The Littman Library of Jewish Civilization
SABBATAI ZEVI
Testimonies to a Fallen Messiah
Sabbatai Zevi (1626–1676)
stirred up the Jewish world of the mid-seventeenth century by claiming to be the messiah, then stunned it by suddenly converting to Islam. His story, and that of the movement he created, is a landmark event in early modern Jewish history and a dramatic example of what can happen when mystic dreams and messianic hopes combine in an explosive mixture.
Now, for the first time, English readers can experience these events through the words of those who lived through them, in lucid and compelling translations by a leading authority in the field.

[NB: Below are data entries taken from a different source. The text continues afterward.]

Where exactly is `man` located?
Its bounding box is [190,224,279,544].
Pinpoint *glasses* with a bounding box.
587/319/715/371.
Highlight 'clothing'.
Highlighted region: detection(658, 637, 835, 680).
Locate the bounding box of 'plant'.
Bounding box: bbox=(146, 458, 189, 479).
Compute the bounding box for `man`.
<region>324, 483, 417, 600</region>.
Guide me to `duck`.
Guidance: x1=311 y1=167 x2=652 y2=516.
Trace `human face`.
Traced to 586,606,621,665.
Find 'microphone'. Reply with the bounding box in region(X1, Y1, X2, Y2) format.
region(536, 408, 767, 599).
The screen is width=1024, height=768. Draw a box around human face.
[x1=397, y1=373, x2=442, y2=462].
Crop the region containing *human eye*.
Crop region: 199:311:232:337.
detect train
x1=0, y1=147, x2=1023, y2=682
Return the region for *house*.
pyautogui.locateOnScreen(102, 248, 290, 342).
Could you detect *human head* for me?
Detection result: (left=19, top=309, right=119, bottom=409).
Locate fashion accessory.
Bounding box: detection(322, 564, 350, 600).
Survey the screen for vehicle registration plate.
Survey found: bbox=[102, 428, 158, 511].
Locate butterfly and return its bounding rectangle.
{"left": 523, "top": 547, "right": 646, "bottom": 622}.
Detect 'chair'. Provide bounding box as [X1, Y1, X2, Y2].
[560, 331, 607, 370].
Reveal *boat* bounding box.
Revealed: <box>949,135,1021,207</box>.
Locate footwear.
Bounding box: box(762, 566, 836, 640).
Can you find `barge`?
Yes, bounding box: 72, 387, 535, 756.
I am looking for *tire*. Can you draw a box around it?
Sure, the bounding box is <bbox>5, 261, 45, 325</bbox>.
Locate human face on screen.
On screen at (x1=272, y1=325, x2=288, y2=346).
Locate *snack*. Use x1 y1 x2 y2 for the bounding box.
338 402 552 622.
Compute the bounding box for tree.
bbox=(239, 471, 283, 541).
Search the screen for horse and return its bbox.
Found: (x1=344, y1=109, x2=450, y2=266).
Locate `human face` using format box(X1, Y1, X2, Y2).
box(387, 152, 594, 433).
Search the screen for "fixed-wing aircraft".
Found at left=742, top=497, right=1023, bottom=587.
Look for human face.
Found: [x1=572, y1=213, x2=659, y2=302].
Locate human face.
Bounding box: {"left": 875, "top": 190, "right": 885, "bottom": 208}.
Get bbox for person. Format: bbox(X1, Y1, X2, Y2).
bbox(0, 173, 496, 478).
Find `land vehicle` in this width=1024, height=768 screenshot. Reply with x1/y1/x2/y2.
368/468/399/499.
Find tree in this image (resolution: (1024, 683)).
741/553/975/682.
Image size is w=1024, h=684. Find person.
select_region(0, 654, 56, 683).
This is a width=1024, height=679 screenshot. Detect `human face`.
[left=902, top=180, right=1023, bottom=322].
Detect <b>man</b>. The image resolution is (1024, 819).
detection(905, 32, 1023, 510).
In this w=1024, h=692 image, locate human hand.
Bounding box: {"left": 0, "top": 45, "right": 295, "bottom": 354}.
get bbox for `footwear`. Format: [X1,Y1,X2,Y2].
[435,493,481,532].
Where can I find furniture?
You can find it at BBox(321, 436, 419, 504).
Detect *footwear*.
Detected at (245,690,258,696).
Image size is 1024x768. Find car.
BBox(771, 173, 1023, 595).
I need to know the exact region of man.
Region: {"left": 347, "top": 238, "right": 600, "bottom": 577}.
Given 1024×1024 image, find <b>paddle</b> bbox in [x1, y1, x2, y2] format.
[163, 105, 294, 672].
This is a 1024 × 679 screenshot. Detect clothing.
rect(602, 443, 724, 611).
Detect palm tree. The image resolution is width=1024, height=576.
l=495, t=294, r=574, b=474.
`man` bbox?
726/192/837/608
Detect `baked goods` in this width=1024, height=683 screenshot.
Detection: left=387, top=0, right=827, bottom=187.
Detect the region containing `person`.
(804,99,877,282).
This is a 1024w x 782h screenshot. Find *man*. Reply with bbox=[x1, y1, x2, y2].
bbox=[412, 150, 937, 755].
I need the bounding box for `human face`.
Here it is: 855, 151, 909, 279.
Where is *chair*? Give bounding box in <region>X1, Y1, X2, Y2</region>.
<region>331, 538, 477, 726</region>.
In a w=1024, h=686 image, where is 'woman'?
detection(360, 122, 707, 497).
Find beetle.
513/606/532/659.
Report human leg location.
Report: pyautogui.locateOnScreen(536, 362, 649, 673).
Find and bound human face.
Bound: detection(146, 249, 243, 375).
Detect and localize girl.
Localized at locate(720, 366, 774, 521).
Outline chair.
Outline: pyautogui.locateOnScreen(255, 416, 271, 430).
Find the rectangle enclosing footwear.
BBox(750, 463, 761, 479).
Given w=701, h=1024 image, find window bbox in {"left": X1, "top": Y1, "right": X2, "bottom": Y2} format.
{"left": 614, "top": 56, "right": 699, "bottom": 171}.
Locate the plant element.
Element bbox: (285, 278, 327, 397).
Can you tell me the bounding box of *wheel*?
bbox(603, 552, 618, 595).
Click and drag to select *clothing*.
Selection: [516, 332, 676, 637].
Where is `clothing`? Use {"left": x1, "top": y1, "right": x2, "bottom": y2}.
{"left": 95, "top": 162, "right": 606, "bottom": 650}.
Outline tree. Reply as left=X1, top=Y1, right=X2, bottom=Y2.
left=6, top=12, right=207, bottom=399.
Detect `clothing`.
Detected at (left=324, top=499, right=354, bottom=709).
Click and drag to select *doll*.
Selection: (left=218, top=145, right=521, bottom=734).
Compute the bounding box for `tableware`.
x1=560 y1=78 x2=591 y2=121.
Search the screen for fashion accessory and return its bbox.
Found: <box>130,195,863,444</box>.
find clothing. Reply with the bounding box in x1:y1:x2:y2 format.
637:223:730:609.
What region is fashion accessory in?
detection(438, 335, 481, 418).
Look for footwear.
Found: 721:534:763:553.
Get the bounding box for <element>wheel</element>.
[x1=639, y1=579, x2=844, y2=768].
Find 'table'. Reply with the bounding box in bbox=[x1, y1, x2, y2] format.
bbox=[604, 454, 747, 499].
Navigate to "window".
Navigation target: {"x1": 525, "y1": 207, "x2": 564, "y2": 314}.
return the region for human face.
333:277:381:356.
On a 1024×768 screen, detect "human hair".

Of the contemporary 'testimonies' translated by David J. Halperin, three are accounts by Sabbatai Zevi's followers of the life and deeds of their messiah. These are the Najara Chronicle, an eyewitness narrative which Gershom Scholem called 'one of the most extraordinary documents shedding light on Sabbatai's personality'; Baruch of Arezzo's Memorial to the Children of Israel, a sober yet devout biography of Sabbatai written shortly after his death; and the bizarrely fanciful hagiography composed in 1692 by Abraham Cuenque of Hebron.
These 'believers’ narratives' are supplemented by two seventeenth-century letters, pungent in their style and colourful in their details, in which Sabbatai and his followers are described by a contemporary rabbi who detested them and everything they stood for. Finally, a reminiscence of Sabbatai's last days, preserved by one of the most independent-minded of his followers, conveys the enigma of the man that was to haunt the generations.
David J. Halperin
is Professor Emeritus of Religious Studies at the University of North Carolina, Chapel Hill. He trained in Semitic languages at Cornell University, in Near Eastern Studies at the University of California at Berkeley, and in rabbinics at the Hebrew University of Jerusalem. He received his Ph.D. from Berkeley in 1977. From 1976 through 2000 he taught the history of Judaism in the Department of Religious Studies at the University of North Carolina, Chapel Hill, where he was repeatedly recognized for excellence in undergraduate teaching. He is the author of The Merkabah in Rabbinic Literature (1980), The Faces of the Chariot: Early Jewish Responses to Ezekiel’s Vision (1988), Seeking Ezekiel: Text and Psychology (1993), and Abraham Miguel Cardozo: Selected Writings (2001).